A-Rod, Forfeiture and a Due Process Attack on Financial Incentives for Overzealous Law Enforcement

By Mike Dorf

My latest Verdict column uses the A-Rod saga as an occasion for considering the circumstances under which a judge orders a party to do something--go to prison based on a criminal conviction; pay money damages; or comply with an injunction--but then suspends judgment pending appeal.  I explain the relevant considerations and then go on to note that A-Rod's ability to continue to play baseball while his appeal of his suspension is pending makes a great deal of sense in light of the fact that he has not yet had his day in court (or rather, his day in arbitration, as authorized by the relevant policy agreement between Major League Baseball and the players' union).

Here I want to say a few words about the opposite situation: contexts in which the law authorizes the taking away of something valuable before a finding of liability.  The law allows for this possibility in various ostensibly extraordinary circumstances: In civil cases, courts grant preliminary injunctions without a full showing of liability and even grant temporary restraining orders based on ex parte proceedings; in criminal cases, pre-trial detention without bail (or with bail set too high for the defendant to pay) has a similar effect.

In each of the foregoing circumstances, however, there is supposed to be a strong showing that the preliminary relief is warranted.  Contrast the law of civil forfeiture, under which a relatively weak showing permits the government to seize property associated with crime.  In a very disturbing story in the New Yorker, Sarah Stillman shows how one small town in Texas and countless other jurisdictions have been abusing the forfeiture power, essentially shaking down travelers and others.  In the leading set of cases Stillman explores, the program began as an apparently legitimate effort to target drug dealers but quickly devolved into a corrupt effort to relieve innocents of their money.  The low legal threshold for initial forfeitures, the baroque system of laws that make it difficult for an innocent to recover his or her property, and the decline in other sources of revenue, have combined to make forfeiture abuse too tempting for many local governments (and state governments and the federal government) to resist.

Can anything be done?  As Stillman's article illustrates, in the most egregious case, a class action lawsuit succeeded in generating outrage and reform.  But that was just one Texas town, and the problem remains widespread.  Meanwhile, the Supreme Court has generally upheld forfeiture schemes against pure due process challenges.

Nonetheless, the Stillman article suggests at least one avenue of attack.  She writes:
States that place seized funds in a neutral account, like Maine, Missouri (where proceeds go to a public education fund), North Dakota, and Vermont, have generally avoided major forfeiture-abuse scandals. Problems seem to arise in states—such as Texas, Georgia, and Virginia—with few restrictions on how police can use the proceeds. Scandals, too, emerge from the federal Equitable Sharing program, which allows local police to skirt state restrictions on the use of funds.
In other words--and unsurprisingly--problems arise when the people seizing the money and goods get to keep a substantial portion of the money and goods.  But that's not only unsurprising.  It should be unconstitutional.  Consider two cases.  In Young v. U.S. ex rel Vuitton,  the Court allowed for private prosecution of criminal contempt actions, but disallowed such prosecutions where the private prosecutor stood to gain financially from a conviction.  Likewise, in Connally v. Georgia, the Supreme Court held that a magistrate who is paid when he approves warrant applications but not when he rejects them is not a neutral magistrate as required by the Fourth and Fourteenth Amendments.

Should these precedents apply to police who get cars, boats and cash from forfeitures?  Connally and the line of cases leading up to it are arguably distinguishable because a magistrate, like a judge, must be neutral, whereas we expect police to be "biased" against criminal suspects.  But Vuitton undercuts that distinction, because prosecutors are supposed to have the same bias.  The case stands for--or at least should stand for--the proposition that adding financial incentives to law enforcement's existing bias towards zealous enforcement goes too far.

Will the Supreme Court buy it?  I don't know, but so far as I have been able to ascertain, the Justices have not yet considered this line of argument--and it ought to have at least some appeal to conservatives no less than to liberals.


_YOUR OBJECTIVE:_
Return each line of the listing that contains the string "Solicitado".

_DATASET CONTENT:_
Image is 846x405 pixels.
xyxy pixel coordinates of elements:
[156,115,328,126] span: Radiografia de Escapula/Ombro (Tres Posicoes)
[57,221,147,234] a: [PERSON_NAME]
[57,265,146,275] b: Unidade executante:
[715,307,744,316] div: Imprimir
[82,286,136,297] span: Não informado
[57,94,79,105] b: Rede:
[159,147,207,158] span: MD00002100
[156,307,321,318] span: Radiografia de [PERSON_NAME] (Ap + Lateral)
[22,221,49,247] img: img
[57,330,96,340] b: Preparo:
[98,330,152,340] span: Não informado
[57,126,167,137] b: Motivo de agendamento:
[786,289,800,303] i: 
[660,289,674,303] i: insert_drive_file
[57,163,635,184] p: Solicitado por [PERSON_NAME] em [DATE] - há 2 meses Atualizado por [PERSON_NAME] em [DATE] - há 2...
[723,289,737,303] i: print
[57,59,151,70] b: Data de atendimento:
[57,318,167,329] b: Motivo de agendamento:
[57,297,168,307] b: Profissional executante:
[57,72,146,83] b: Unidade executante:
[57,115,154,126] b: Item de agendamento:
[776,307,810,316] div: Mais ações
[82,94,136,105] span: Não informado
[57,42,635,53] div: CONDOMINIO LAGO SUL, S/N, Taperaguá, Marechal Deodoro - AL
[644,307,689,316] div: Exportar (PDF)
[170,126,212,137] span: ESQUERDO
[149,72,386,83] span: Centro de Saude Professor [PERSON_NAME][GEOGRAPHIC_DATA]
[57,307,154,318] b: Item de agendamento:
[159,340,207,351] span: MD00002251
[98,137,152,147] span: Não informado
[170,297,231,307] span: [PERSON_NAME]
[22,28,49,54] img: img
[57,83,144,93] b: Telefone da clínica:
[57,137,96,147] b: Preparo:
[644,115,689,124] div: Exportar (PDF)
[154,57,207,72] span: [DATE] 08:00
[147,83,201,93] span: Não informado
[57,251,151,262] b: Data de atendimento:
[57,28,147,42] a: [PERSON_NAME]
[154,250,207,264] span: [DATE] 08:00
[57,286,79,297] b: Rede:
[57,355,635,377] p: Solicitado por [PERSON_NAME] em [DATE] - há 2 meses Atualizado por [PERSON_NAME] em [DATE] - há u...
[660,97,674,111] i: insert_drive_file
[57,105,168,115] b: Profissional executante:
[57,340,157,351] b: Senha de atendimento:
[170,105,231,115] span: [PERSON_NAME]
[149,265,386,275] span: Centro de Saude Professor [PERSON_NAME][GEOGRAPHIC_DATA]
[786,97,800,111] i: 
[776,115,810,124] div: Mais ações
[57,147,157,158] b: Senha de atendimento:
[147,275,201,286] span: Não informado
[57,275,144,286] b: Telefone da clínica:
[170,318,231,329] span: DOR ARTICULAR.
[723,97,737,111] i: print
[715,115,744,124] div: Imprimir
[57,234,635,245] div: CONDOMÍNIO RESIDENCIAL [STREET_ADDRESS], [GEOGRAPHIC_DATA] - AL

_RESULT OF THIS TASK:_
[57,163,635,184] p: Solicitado por [PERSON_NAME] em [DATE] - há 2 meses Atualizado por [PERSON_NAME] em [DATE] - há 2...
[57,355,635,377] p: Solicitado por [PERSON_NAME] em [DATE] - há 2 meses Atualizado por [PERSON_NAME] em [DATE] - há u...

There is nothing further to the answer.